Cyanocrylate adhesives were accidently discovered in WW2 while trying to develop a clear plastic. Later Eastman-Kodak held the patent and then sold it to Loctite on the 1960s.
Loctite 404 is so much better than anything else available on the market. It bonds better, it's stronger, it lasts longer and the bottle applicator is more controlled and easier to use. If you want it to last years, you can actually store in in the refrigerator when not being used.
SD cards, SSD, USB drives, any form of computer memory really and replacement batteries too eg for cameras.
I suck up the cost and buy directly from a reputable manufacturer.
Huy Fong Sriracha. As the shortage has made painfully clear. When I dream at night, I'm eating food covered in sriracha and tinkering with my roomful of Raspberry Pi projects.
And don't talk to me about disgruntled pepper farmer rivalries or whatever bullshit. Just please give me back my sriracha. :(
Pretty much every signature soda drink. Pepsi, Coke, Mountain Dew... none of the knock-offs taste right and some are just nasty. Oddly, root beer seems to be the one flavor everyone can do well, maybe because it's a more common flavor with no patents on the general idea? I dunno but I don't think I've ever had a 'bad' root beer.
I honestly can't think of anything. I own many "name brand" products but it's usually a pay-once-cry-once situation. It's not like I keep buying more of the same product after I already have one.
For consumables pretty much every product I use is the generic version of some well known one. I'm not paying double the price for something that's 20% better. For example the generic version of my favourite cookies is 95 cents and the name brand is 3.4€. It's not that much better.
My dad always bought the no-name cookies for us, according to him every major brand had a deal with discount supermarkets to sell their brand name product under a cheaper no-name alias.
That might be true in some cases but the stuff he bought was mostly just cheap knock-offs that didn't even come close to the original.
Coffee. I found a coffee shop I loved 20 years ago and have been buying beans from them ever since. Sure, it's 2x-3x times more expensive, but it's worth it to me.
Toothpaste. I have sensitive teeth and the off brands just don't cut it. Heck, some of the name brands don't.
3d printing filament. Printed Solid named their line after their dog, so I have to. I will still branch out for stuff on sale, but the majority of my stock is Printed Solid.
Most foods. Store brands are (nearly) always lacking in something. Be it tiny sized canned beans, or jam whose only flavour is ‘sweet’. That shit is cheap for a reason.
Doesn’t apply to everything (depending on where you live), some things you can’t cut corners on without advertising it. 2% Milk is 2% milk.
But largely, low cost food has been made low cost via haircuts and shortcuts.
Bahlsen Schoko-leibniz. The store brand ones don't have nearly as nice chocolate.
Conversely, after eights are garbage and the supermarket version comes with nicely tempered chocolate that does a very satisfying crackle when you bite.
Milk. Great Value’s brand just tastes so darned awful for some reason I can’t place. I live in the midwest, and Prairie Farms is pretty common as a brand here.
There are some others, many dairy products now that I think about it, but there’s also some medicines like Mucinex which I prefer to use over generic brands. I’m otherwise not very picky.
This has become a rarity for me but I don't like any french onion dip other than Dean's French onion dip.
I don't eat it very often because my tastes have changed but if I had to go to the store and buy some right now if they didn't have deans I wouldn't get it.
I've tried a lot of generic ibuprofen meds (E: including gel ones) but nothing acts both as fast and effectively as advil gel pills. It very well may be a placebo, but I don't really care so long as it works.
Shave gel. Some soaps. Some said Old Baby Bay seasoning and I am 100% behind them on that. Toilet paper. Menstrual pads. Ritz crackers (the consistency, the flavour, the texture/mouth feel). Certain electronics. Definitely tools (I've broken so many pairs of diagonal side cutters and the ones that have held up the best and had the best warranty are knipex). And yeah. I buy Advil (the candy coating makes it easier for me to swallow dry and I'm pretty prone to need it for lots of pains because I'm basically a walking talking broken vessel).
All the generics are awful in taste or consistency (for instance not being as finely ground it seems). And weirdly in Kirkland Signature's case, foamy.
Stupid expensive for what it is. But the effect is worth it.
VH soy sauce over store brand. Has to be. VH is king, store brand is so bad it doesn't even count as soy sauce, and I'm a broke dude who buys store brand everything possible. Also mini-wheats, store brand mini wheats are terrible. Other store brand cereals are good but with mini-wheats they dropped the ball.
Hair and skincare, especially since it's not even more expensive if I buy from a local store that sells those products in bulk.
I usually actually prefer the local knockoffs, it's usually better and uses locally sourced ingredients. Like soft drinks from the US taste sickeningly sweet and I really don't like them but there are plenty of locally made soft drinks that are great.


EXERCISE INSTRUCTIONS: Copy every entry exactly, but skip the pictures.

EXTRACTED INFORMATION:
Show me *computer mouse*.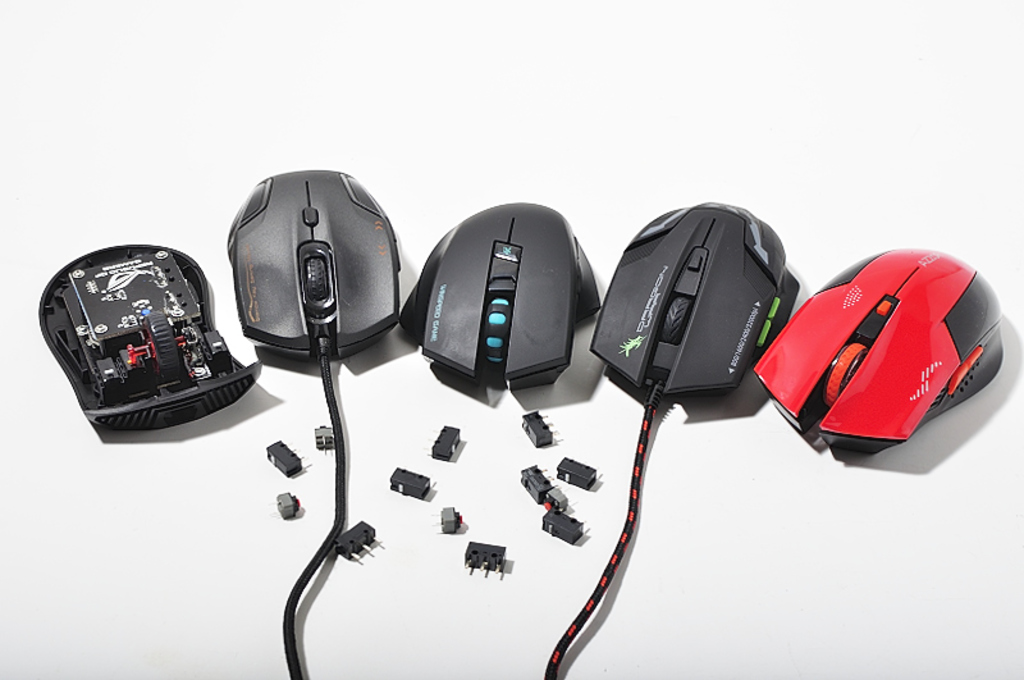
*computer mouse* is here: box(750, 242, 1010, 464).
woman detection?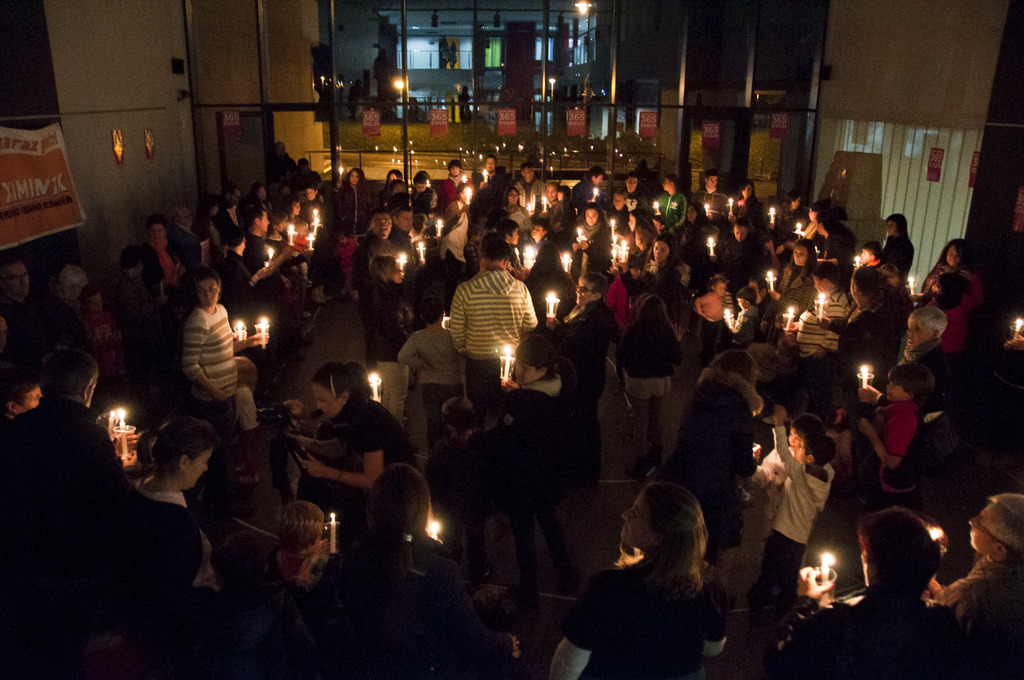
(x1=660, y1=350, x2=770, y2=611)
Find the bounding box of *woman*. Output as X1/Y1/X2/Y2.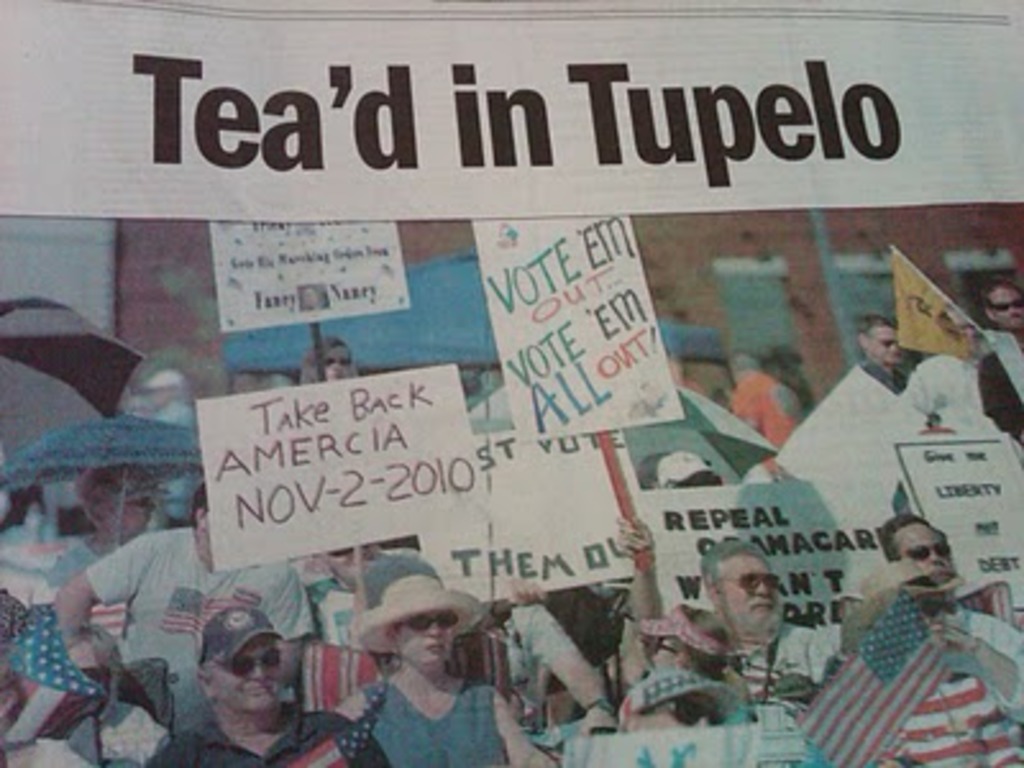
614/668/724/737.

ANSWER SPACE:
Show me *computer mouse*.
*computer mouse* is here: box(750, 242, 1010, 464).
woman detection?
(x1=660, y1=350, x2=770, y2=611)
Find the bounding box of *woman*. Output as X1/Y1/X2/Y2.
614/668/724/737.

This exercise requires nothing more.